A lottery is a game in which numbers are drawn at random for a prize. Some governments outlaw it, while others endorse it and organize state or national lotteries. While the game has been around for thousands of years, its modern incarnation dates to the nineteen-sixties. That’s when a growing awareness of all the money to be made in the gambling business collided with a crisis in state funding. Faced with soaring inflation and the cost of the Vietnam War, many states, especially those that offered generous social safety nets, found it difficult to balance their budgets without raising taxes or cutting services. Both options were deeply unpopular with voters.
So they started to get creative. One of the more inventive ideas was the state lottery, which began in 1964 in New Hampshire, a notoriously tax-averse state. Other states soon followed suit, largely in the Northeast and Rust Belt. And it worked. Lottery spending boomed. And, counterintuitively, the odds of winning grew — to the point where even people who rarely gamble bought tickets.
Whether it was a way to win a new home or a car, or a lump sum of cash, the lottery seemed to be the answer for a state’s financial woes. But the success of the lottery has since raised doubts about how well it really works as a source of public revenue.
Cohen’s book is a history of the modern state lottery. It’s also a meditation on the morality of gambling and on the reasons people play.
In the early seventeenth century, when lotteries were first popular in Europe, they were ostensibly designed to benefit society by funding projects like bridges and canals or building colleges. But, as they became more common, it was also widely believed that they were a way for a state to extract “voluntary taxes” from the populace without raising general taxes. Alexander Hamilton endorsed the idea, saying that “everybody will be willing to hazard a trifling sum for the chance of considerable gain.”
Throughout the fourteen-hundreds and fifteenth centuries, state-sponsored lotteries were used as a means of paying for everything from town fortifications to the rebuilding of churches and other structures after disasters. Then, in the seventeenth and eighteenth centuries, they began to fund private ventures as well, including colleges. Columbia and Princeton, for example, were founded with lottery funds. And, by the early nineteenth century, privately organized lotteries were becoming very popular as a way to sell products and land.
Lotteries continued to be popular in the United States into the twentieth century, when, as Cohen writes, the nation’s late-twentieth-century tax revolt intensified. As a result, advocates of legalizing the lottery began to focus less on its ability to float a state’s budget and more on its potential to fund a specific line item in a government’s budget – usually education, but sometimes elder care or even public parks. This message resonated with voters, and the lottery’s popularity has continued to grow.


All that is needed is the listing, given back exactly.

········

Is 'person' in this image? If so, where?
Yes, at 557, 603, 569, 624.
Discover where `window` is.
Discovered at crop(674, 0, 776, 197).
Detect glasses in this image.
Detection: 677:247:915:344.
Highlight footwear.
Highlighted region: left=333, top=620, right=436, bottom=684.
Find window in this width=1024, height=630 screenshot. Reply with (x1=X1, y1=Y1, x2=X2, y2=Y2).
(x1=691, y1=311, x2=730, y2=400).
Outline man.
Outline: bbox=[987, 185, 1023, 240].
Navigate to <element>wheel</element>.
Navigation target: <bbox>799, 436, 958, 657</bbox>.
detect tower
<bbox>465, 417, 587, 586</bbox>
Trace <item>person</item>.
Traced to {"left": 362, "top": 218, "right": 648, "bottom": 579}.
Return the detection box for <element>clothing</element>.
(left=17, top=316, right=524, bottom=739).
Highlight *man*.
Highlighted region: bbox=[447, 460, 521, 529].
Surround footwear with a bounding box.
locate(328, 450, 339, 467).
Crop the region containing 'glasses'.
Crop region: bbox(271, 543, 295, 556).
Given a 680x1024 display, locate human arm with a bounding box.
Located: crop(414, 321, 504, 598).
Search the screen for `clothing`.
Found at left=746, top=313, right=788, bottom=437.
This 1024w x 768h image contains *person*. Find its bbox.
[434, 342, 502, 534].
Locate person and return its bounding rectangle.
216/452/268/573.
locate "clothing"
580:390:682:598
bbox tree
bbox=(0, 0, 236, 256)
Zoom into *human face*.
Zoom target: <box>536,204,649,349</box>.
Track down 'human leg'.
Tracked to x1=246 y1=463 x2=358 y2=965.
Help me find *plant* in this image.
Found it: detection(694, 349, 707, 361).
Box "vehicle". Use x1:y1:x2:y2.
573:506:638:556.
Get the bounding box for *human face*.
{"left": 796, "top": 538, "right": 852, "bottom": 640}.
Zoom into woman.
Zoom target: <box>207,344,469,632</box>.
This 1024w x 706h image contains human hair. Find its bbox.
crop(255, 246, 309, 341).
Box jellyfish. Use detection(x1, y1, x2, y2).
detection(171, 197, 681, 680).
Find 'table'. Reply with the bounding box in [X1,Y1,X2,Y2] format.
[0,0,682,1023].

········

TASK RESULT —
Is 'person' in this image? If so, where?
Yes, at 557, 603, 569, 624.
Discover where `window` is.
Discovered at crop(674, 0, 776, 197).
Detect glasses in this image.
Detection: 677:247:915:344.
Highlight footwear.
Highlighted region: left=333, top=620, right=436, bottom=684.
Find window in this width=1024, height=630 screenshot. Reply with (x1=X1, y1=Y1, x2=X2, y2=Y2).
(x1=691, y1=311, x2=730, y2=400).
Outline man.
Outline: bbox=[987, 185, 1023, 240].
Navigate to <element>wheel</element>.
Navigation target: <bbox>799, 436, 958, 657</bbox>.
detect tower
<bbox>465, 417, 587, 586</bbox>
Trace <item>person</item>.
Traced to {"left": 362, "top": 218, "right": 648, "bottom": 579}.
Return the detection box for <element>clothing</element>.
(left=17, top=316, right=524, bottom=739).
Highlight *man*.
Highlighted region: bbox=[447, 460, 521, 529].
Surround footwear with a bounding box.
locate(328, 450, 339, 467).
Crop the region containing 'glasses'.
Crop region: bbox(271, 543, 295, 556).
Given a 680x1024 display, locate human arm with a bounding box.
Located: crop(414, 321, 504, 598).
Search the screen for `clothing`.
Found at left=746, top=313, right=788, bottom=437.
This 1024w x 768h image contains *person*. Find its bbox.
[434, 342, 502, 534].
Locate person and return its bounding rectangle.
216/452/268/573.
locate "clothing"
580:390:682:598
bbox tree
bbox=(0, 0, 236, 256)
Zoom into *human face*.
Zoom target: <box>536,204,649,349</box>.
Track down 'human leg'.
Tracked to x1=246 y1=463 x2=358 y2=965.
Help me find *plant* in this image.
Found it: detection(694, 349, 707, 361).
Box "vehicle". Use x1:y1:x2:y2.
573:506:638:556.
Get the bounding box for *human face*.
{"left": 796, "top": 538, "right": 852, "bottom": 640}.
Zoom into woman.
Zoom target: <box>207,344,469,632</box>.
This 1024w x 706h image contains human hair. Find its bbox.
crop(255, 246, 309, 341).
Box jellyfish. Use detection(x1, y1, x2, y2).
detection(171, 197, 681, 680).
Find 'table'. Reply with the bounding box in [X1,Y1,X2,Y2] format.
[0,0,682,1023].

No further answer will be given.